Now that Nia is a little more secure in her own skin, this season saw an episode really tackle discrimination against trans people, something that made for a bittersweet and heavy episode. During early interviews, Mained had said that she enjoyed playing a trans character whose stories were not all about being trans, but that doesn't mean she had any plans to shy away from an allegory as important as the one tackled this year.

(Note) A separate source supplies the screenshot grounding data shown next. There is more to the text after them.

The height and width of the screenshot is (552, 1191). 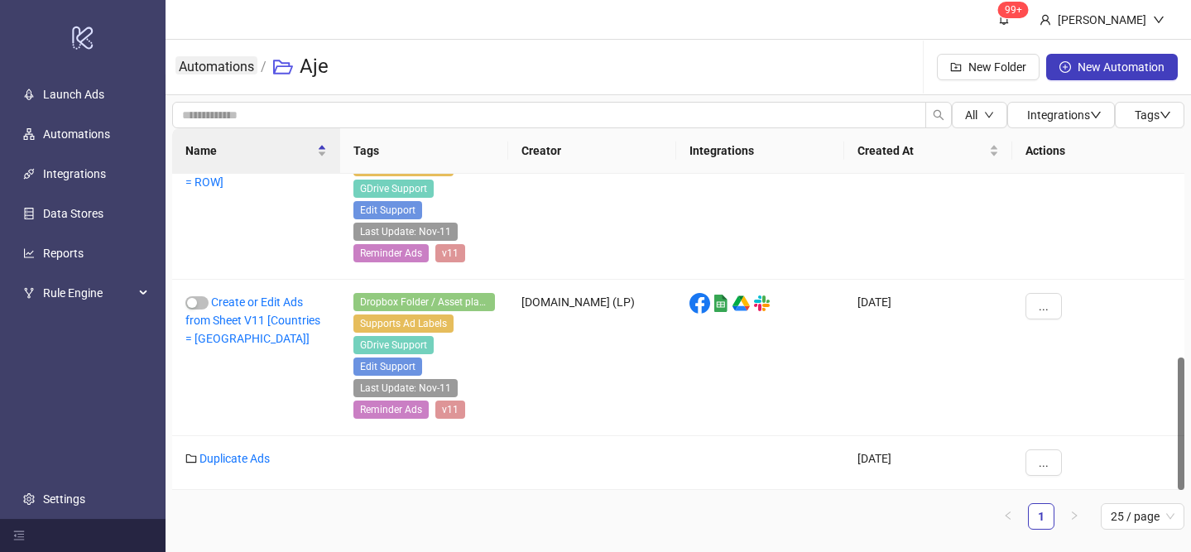 I want to click on button: Tagsdown, so click(x=1149, y=115). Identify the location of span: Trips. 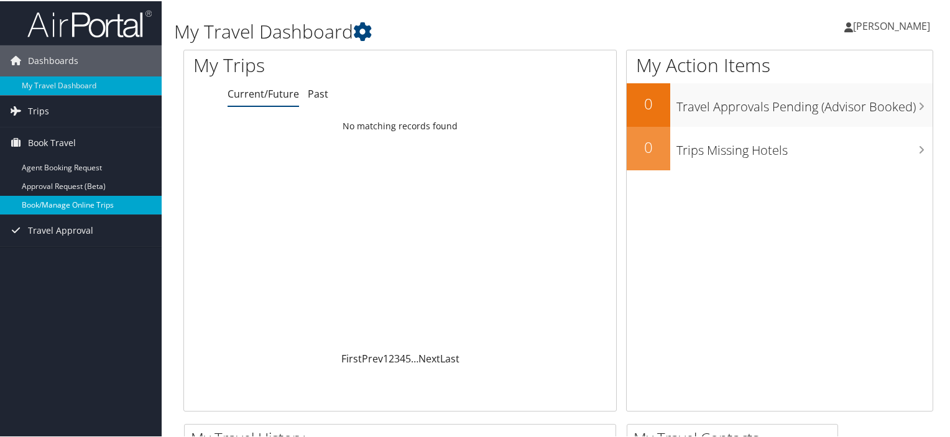
(39, 110).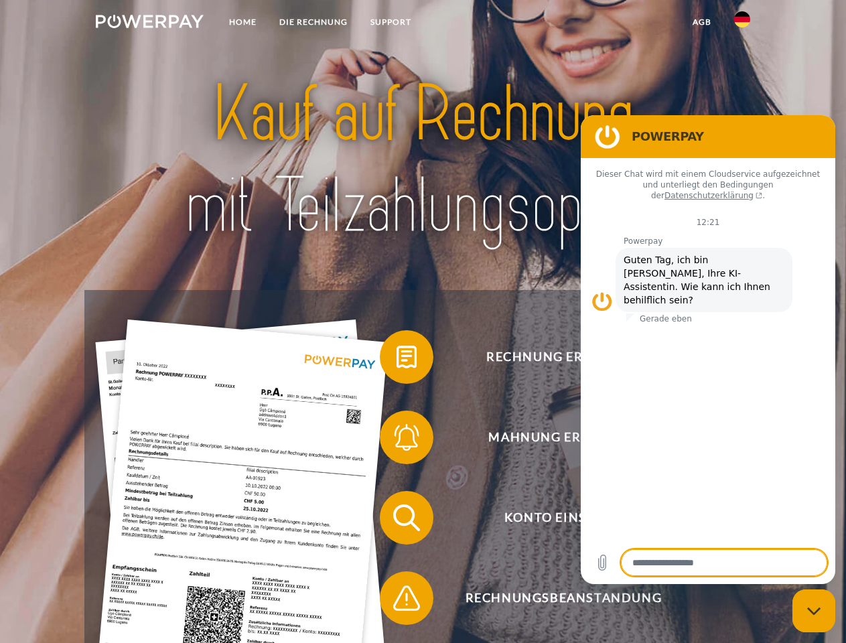 Image resolution: width=846 pixels, height=643 pixels. I want to click on img: title-powerpay_de.svg, so click(423, 160).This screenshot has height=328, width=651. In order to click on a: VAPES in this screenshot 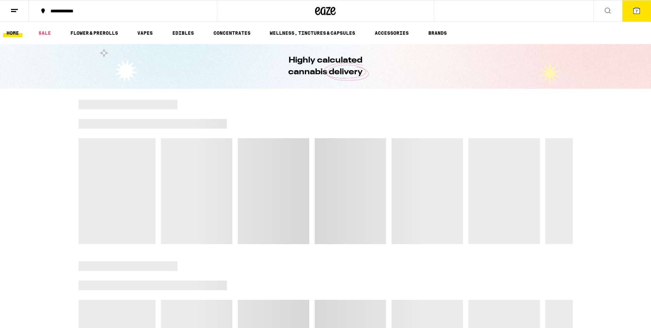, I will do `click(145, 33)`.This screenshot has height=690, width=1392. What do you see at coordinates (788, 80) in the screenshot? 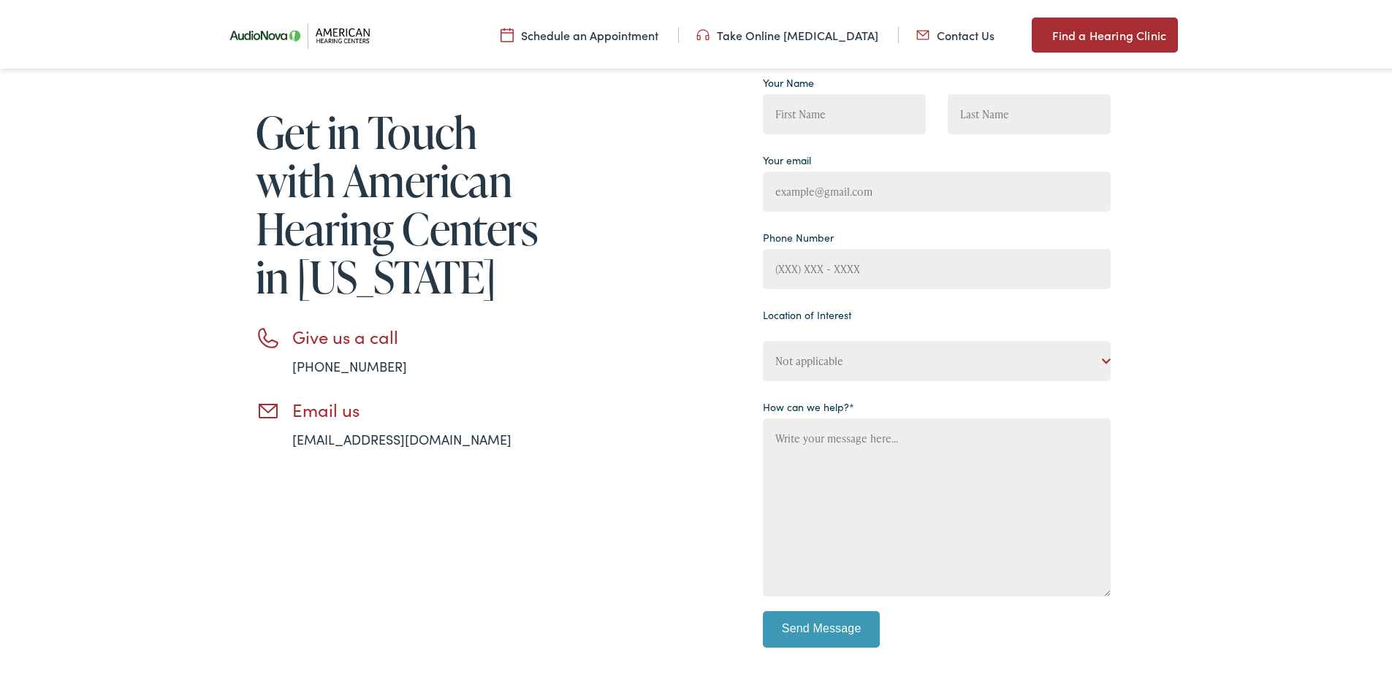
I see `label: Your Name` at bounding box center [788, 80].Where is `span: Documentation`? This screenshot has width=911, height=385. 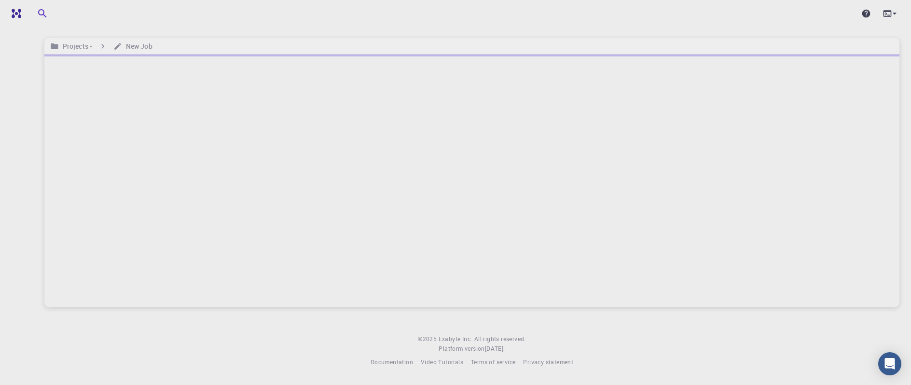 span: Documentation is located at coordinates (392, 362).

"I think it's important and I still feel that way. I still feel that it's good that every story surrounding Nia is not about her being trans. But that being said, I think it's still important to have moments where she's like, 'No, I'm still trans. Everything I'm doing, I'm doing while trans,'" Maines explained. "It is not the focus of every part of her life, but it's still a part of it. And it should still be allowed to be addressed. And that's what I liked about this episode. The last time Nia's trans-ness had really been talked about was in American Dreamer last season where she came out. And she came out not to have a trans moment, but she came out as trans to show National City and she'll show America, I am human, I am Naltorian, I am trans and I am a Gryffindor. I have all of these different parts of who I am and they are all valid and they're all beautiful. And it was used as a kind of way to show we all have so many different facets of our identity and none of them should be considered inherently wrong."

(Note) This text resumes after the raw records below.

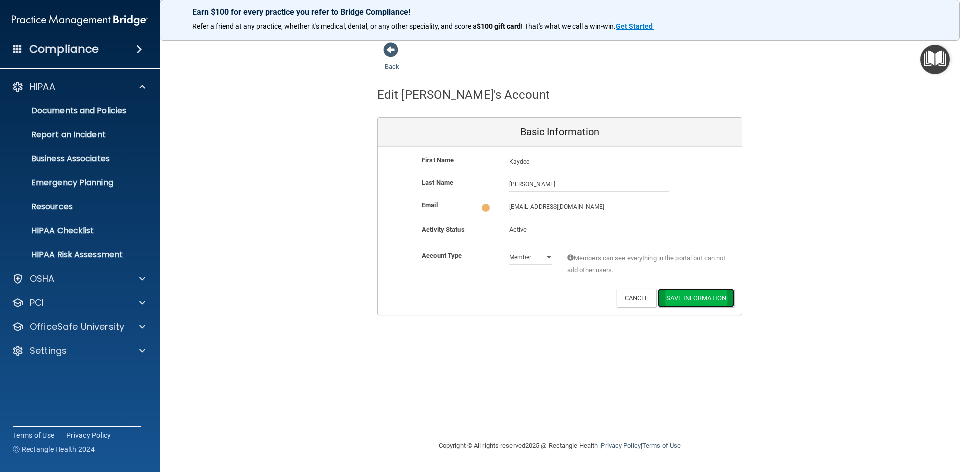 This screenshot has width=960, height=472. Describe the element at coordinates (560, 132) in the screenshot. I see `div: Basic Information` at that location.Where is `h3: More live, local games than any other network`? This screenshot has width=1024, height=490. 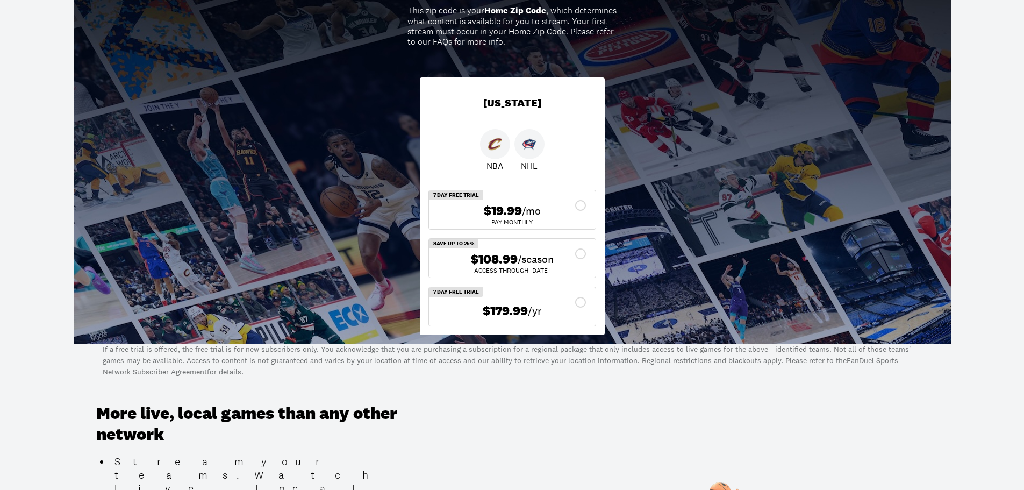 h3: More live, local games than any other network is located at coordinates (271, 424).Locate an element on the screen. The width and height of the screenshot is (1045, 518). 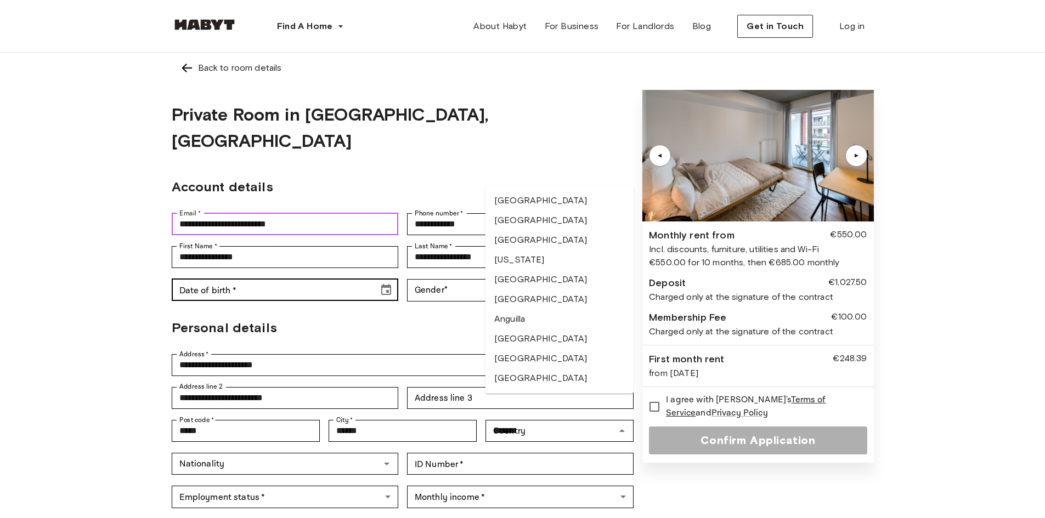
button: Choose date is located at coordinates (386, 290).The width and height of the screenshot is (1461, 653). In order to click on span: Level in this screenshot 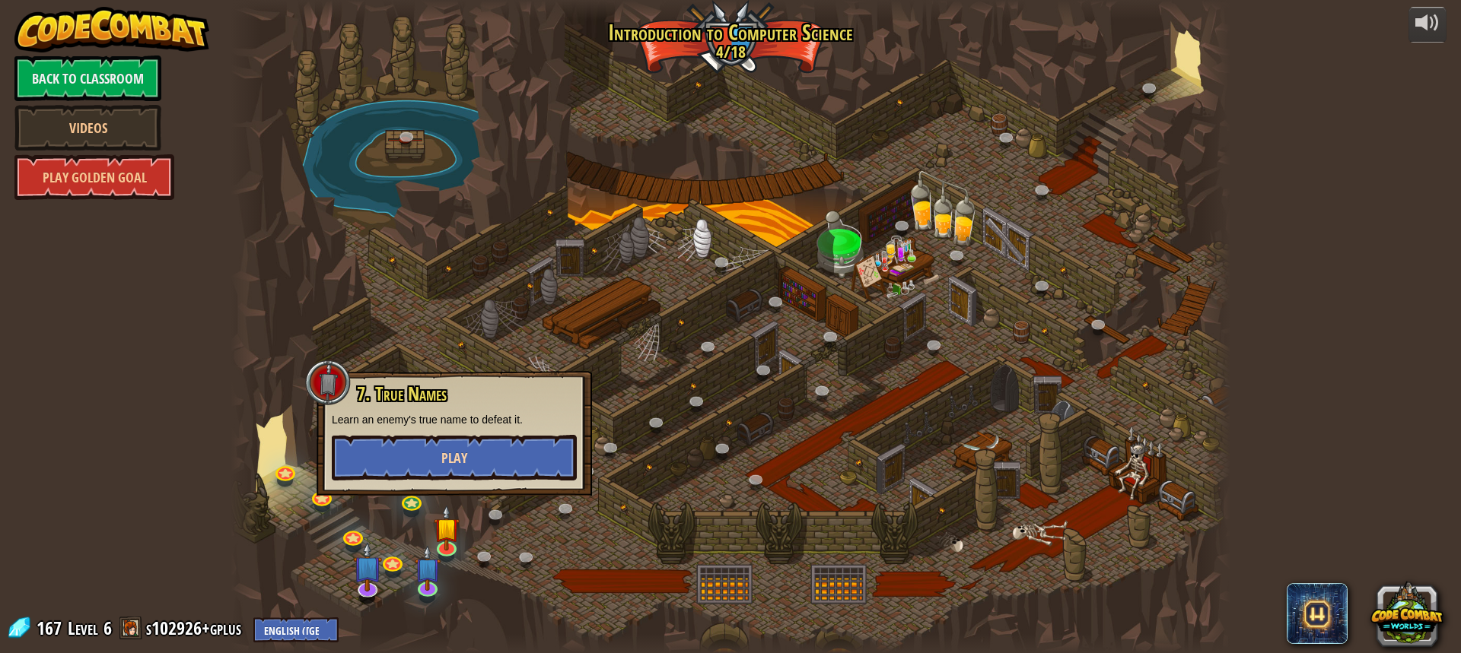, I will do `click(83, 628)`.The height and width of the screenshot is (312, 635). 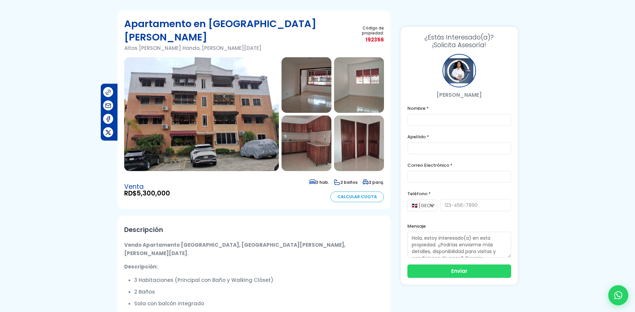 What do you see at coordinates (460, 108) in the screenshot?
I see `label: Nombre *` at bounding box center [460, 108].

What's next? Well, it's hard to say. The series filmed all but one episode before the novel coronavirus pandemic brought production to a halt -- and the now-finale will apparently be reworked.

"The Supergirl folks have talked to me because we couldn't shoot our last episode," Cryer said during an interview this week. "We had shot some of the last episode, and they're gonna use some of that footage, but they're writing a whole bunch of new stuff around it. Which is interesting because the way my character was thwarted now doesn't happy anymore. So, I was like, 'Oh, did I not get defeated? Wait a minute, I like this!' Supervillains, we relish our chance to actually not be defeated every now and then."

This reworking of the season finale may explain why Supergirl isn't returning this week with the other current Arrowverse shows. The Flash and DC's Legends of Tomorrow both returned on Tuesday night and Batwoman will return on Sunday, April 26. Supergirl was initially slated to return that same night, but was recently pushed back for a May 3 return. Earlier this week, The Flash star Grant Gustin revealed that that series' season will end with episode 19 instead of the originally planned 22, though with Supergirl being further along in its production, it may get a few additional episodes to air.

What we do know at this point is that when Supergirl does return, it will be with the Lex-centric "Deux Lex Machina". The episode, which will be series star Melissa Benoist's directorial debut, is set to reveal just how the villainous Lex ended up coming to power after "Crisis on Infinite Earths".

Supergirl airs Sundays at 9 p.m. ET/PT, following Batwoman on The CW. "Deus Lex Machina" airs May 3rd.